Reviews Edinburgh Published 11 August 2013

From where I’m standing

Underbelly ⋄ 31st July - 26th August 2013

Windows on the world.

Tom Wicker

Identity and communication in all of its variety are at the heart of this beautiful company-devised piece by DELIRIUM – between the characters, refracted through time, and across the bridge that connects stage and audience. Whether through letters, emails or iPad visuals, it’s about how we process our lives in relation to those of others, and the stories we form while doing so.

Beginning in the present day, with a bomb blast that devastates a Mumbai embassy, co-writers Sarah Henley and Kate Robson-Stuart go backwards to 1997 (on the eve of Labour’s election) and forward to a future in which social media has come full circle and actual human interaction is just the latest marketable thing. As the play skips between these different vantage points in time,  we follow an outwards ripple effect that encompasses the main suspect in the bombing, his teenage years in Southampton and the life of his daughter in 2028.

Directed by DELIRIUM founder Oliver Kaderbhai – who also takes on the role of the suspected bomber – this frequently haunting production replays the catalysing scene in Mumbai from different perspectives, showing that our changing awareness of an event depends not on a simple shift to truth from falsehood but pivots on the level of information we are able to bring to bear on what we’re watching. ‘Proof’, like memory, is something constructed as much from the blanks as the pieces.

In 2028, Shamaya Blake’s character has built up her father from traces, creating a collage of evil from childhood postcards and, later, newspaper clippings that has paralysed her life and her relationship with her boyfriend (William Hartley). She lives in an inescapably networked world, but is isolated by fears about the legacy of damage she will leave to her unborn child. Meanwhile, in the present, Michelle Luther’s free-spirited Welsh traveller grapples with the fact that the man who may have killed dozens of people also saved her life by hurrying her out of the embassy.

Our world view also shifts depending on where we stand socially and ideologically; and the new dawn of multicultural inclusiveness promised by the election of 1997 looks very different in 2013. It’s a shame, then, that as the play knits its threads together, the political layers of its earliest time period are stripped back in favour of an inter-generational family saga. This is done well, and movingly, but represents a missed opportunity given where the story starts. It results in an ending that, while satisfying in some ways, feels more lightweight than it should.

Where Kaderbhai’s production definitely succeeds is in evoking the transitory and ephemeral nature of time and recollection through a visually poetic mix of choreography and multimedia, adeptly performed by a talented cast playing multiple roles. iPads become hospital monitors and our windows into a world built against a patchwork wall of suitcases and buzzing with activity. It’s a beautifully directed expression of how hard it can be to hold on to the past, or understand it once it’s gone. From where I was sitting, that was the show’s most powerful statement.

Advertisement


Tom Wicker

Tom is a freelance writer and editor, based in London. He has acted in the past, but the stage is undoubtedly better off without him on it. As well as regularly contributing to Exeunt and OffWestEnd.com, he reviews for Time Out, has reviewed Broadway productions for The Telegraph. He has also written for The Guardian and the online world affairs magazine openDemocracy.

From where I’m standing Show Info


Produced by Delirium

Directed by Oliver Kaderbhai

Written by Sarah Henley and Kate Robson-Stuart

Cast includes Michelle Luther, Miranda Menzies, Oliver Kaderbhai, Shamaya Blake and William Hartley.

Link https://www.underbelly.co.uk/node/3080225

Advertisement


the
Exeunt
newsletter


Enter your email address below to get an occasional email with Exeunt updates and featured articles.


→ **REQUIRED ACTION**: Below is a block of records. Copy every line in it that contains the word "definition".

→ **MATERIAL SHOWN**:
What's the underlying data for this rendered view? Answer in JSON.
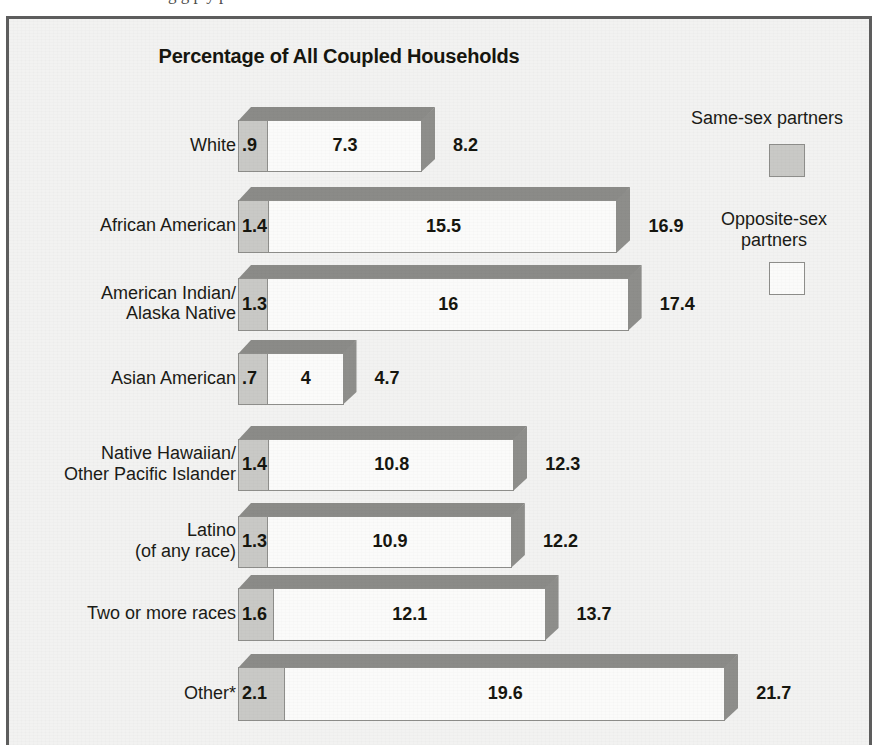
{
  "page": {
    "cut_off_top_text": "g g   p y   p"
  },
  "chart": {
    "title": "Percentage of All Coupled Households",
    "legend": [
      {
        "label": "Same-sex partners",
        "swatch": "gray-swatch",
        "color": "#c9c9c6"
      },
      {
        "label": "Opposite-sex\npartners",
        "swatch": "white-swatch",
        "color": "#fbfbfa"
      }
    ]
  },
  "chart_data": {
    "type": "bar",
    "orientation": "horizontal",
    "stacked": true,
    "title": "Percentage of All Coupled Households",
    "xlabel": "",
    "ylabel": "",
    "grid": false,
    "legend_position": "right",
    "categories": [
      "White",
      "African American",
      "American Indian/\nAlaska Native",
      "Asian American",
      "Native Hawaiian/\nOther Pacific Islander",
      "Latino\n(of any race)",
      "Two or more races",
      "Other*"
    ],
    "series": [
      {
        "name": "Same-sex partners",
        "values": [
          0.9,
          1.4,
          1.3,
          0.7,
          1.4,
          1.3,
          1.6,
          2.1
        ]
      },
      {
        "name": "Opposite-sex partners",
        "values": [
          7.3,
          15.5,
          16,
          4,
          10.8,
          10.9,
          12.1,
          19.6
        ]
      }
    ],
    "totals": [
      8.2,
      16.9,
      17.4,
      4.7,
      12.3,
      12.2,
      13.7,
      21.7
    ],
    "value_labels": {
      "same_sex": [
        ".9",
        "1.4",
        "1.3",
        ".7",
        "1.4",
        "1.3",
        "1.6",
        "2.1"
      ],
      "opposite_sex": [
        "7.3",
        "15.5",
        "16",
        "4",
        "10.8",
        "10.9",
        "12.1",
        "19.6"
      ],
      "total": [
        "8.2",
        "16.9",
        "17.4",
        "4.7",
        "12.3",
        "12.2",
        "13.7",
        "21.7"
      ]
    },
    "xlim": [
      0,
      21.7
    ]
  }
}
---
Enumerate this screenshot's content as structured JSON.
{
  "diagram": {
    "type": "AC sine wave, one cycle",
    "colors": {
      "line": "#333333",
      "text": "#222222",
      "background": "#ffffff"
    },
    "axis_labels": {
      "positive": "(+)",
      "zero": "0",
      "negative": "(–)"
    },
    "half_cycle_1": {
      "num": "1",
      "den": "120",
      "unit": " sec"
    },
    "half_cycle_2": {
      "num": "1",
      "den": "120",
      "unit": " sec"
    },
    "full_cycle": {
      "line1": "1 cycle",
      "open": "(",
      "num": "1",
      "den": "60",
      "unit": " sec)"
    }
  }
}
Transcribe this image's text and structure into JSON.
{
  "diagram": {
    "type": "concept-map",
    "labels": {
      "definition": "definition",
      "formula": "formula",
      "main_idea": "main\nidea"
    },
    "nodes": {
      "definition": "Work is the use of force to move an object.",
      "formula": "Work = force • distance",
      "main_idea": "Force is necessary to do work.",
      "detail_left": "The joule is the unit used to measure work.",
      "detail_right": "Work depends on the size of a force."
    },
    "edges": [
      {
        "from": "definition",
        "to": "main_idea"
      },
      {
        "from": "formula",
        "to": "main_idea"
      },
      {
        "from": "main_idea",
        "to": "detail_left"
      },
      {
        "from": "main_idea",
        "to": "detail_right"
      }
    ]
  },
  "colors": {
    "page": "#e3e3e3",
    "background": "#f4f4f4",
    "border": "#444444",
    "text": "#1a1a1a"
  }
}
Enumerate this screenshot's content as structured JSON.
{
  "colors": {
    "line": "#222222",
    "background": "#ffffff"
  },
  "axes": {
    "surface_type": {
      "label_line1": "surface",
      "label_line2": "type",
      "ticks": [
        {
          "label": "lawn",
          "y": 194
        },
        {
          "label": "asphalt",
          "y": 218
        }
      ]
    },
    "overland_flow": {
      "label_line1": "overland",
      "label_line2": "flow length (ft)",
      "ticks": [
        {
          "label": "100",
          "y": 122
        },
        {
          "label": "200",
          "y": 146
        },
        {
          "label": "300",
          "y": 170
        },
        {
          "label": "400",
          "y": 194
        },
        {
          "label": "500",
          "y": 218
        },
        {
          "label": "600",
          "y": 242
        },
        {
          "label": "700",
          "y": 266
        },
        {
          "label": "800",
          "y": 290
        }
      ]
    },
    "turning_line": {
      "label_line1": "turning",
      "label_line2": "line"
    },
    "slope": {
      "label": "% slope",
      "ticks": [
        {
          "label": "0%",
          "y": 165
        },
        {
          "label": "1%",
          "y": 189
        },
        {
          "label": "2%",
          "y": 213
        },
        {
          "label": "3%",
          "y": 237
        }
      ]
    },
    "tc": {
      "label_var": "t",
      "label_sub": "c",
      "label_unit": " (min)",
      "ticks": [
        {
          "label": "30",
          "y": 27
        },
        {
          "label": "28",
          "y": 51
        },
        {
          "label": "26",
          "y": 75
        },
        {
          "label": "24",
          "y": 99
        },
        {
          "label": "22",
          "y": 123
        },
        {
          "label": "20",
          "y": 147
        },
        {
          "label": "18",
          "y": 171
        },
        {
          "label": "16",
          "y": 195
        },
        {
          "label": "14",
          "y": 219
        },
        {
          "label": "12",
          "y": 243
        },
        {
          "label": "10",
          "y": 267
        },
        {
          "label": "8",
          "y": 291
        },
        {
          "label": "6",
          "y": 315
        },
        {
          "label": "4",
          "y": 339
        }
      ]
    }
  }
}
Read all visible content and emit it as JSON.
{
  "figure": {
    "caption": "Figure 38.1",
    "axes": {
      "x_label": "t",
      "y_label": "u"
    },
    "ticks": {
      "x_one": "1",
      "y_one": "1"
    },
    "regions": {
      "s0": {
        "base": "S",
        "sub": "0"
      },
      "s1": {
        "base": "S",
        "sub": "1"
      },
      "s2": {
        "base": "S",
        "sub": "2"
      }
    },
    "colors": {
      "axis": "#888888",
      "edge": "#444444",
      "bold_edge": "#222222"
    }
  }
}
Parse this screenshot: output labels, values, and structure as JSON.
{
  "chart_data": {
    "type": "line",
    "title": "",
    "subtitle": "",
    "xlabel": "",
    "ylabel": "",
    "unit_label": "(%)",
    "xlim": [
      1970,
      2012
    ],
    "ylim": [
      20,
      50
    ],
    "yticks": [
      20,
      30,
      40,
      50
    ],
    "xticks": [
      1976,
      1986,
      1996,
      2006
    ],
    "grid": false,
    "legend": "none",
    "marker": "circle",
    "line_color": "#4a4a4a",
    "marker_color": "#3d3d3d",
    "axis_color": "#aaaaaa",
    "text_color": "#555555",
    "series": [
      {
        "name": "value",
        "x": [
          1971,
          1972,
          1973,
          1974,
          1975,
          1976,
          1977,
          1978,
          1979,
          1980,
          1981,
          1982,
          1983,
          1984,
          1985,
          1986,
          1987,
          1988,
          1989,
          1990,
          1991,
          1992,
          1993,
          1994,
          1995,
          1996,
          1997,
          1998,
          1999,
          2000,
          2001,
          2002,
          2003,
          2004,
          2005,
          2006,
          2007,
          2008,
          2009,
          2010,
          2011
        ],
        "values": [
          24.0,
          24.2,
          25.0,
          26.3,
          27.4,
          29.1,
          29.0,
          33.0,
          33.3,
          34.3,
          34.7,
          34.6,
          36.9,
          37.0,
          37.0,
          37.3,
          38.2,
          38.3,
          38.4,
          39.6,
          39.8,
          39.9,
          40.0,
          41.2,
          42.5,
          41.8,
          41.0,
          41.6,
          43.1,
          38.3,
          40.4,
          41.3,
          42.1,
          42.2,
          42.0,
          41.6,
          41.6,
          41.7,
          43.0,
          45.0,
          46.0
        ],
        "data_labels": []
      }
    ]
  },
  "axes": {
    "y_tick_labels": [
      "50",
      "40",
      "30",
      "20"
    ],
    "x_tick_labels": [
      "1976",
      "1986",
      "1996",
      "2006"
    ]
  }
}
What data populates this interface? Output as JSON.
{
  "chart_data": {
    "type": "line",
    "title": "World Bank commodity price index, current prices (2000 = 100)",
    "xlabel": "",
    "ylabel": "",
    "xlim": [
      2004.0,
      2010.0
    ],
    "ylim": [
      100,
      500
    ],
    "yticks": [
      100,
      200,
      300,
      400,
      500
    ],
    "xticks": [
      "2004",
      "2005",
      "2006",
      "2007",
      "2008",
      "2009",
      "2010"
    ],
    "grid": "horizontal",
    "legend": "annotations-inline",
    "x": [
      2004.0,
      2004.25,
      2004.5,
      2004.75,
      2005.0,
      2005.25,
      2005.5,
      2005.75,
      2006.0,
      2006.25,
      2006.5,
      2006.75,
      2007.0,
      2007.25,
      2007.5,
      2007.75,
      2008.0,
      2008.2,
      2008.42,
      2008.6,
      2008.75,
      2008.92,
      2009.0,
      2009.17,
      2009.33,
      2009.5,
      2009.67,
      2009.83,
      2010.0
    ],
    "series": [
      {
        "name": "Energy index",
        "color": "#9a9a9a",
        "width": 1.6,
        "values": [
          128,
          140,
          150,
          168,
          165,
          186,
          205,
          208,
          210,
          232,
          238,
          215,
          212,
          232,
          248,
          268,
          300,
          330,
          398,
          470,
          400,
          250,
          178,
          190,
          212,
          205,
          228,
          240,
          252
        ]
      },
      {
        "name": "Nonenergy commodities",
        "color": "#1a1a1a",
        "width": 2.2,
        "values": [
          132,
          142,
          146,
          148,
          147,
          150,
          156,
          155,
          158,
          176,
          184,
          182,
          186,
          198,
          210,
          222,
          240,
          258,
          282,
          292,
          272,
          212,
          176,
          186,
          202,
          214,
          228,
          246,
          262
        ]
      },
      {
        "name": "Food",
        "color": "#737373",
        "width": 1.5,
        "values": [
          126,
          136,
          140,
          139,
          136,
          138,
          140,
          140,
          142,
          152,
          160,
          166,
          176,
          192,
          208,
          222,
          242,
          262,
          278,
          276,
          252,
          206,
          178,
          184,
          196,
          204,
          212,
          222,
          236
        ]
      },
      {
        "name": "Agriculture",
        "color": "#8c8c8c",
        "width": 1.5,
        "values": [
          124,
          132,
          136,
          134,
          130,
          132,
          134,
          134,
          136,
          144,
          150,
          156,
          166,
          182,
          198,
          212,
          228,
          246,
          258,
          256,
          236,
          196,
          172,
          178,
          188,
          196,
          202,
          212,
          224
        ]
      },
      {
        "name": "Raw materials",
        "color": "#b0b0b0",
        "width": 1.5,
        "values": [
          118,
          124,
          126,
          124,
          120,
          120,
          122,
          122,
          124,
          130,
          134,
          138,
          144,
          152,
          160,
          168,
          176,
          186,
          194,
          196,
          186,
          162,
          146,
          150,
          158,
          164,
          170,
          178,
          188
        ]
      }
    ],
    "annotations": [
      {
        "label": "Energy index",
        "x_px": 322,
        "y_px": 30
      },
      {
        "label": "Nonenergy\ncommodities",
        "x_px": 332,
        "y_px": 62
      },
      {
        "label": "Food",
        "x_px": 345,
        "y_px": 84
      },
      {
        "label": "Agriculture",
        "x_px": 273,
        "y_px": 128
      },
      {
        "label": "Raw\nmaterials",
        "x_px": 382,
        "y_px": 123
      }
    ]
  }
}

→ **EXERCISE RESPONSE**:
      "definition": "definition",
      "definition": "Work is the use of force to move an object.",
        "from": "definition",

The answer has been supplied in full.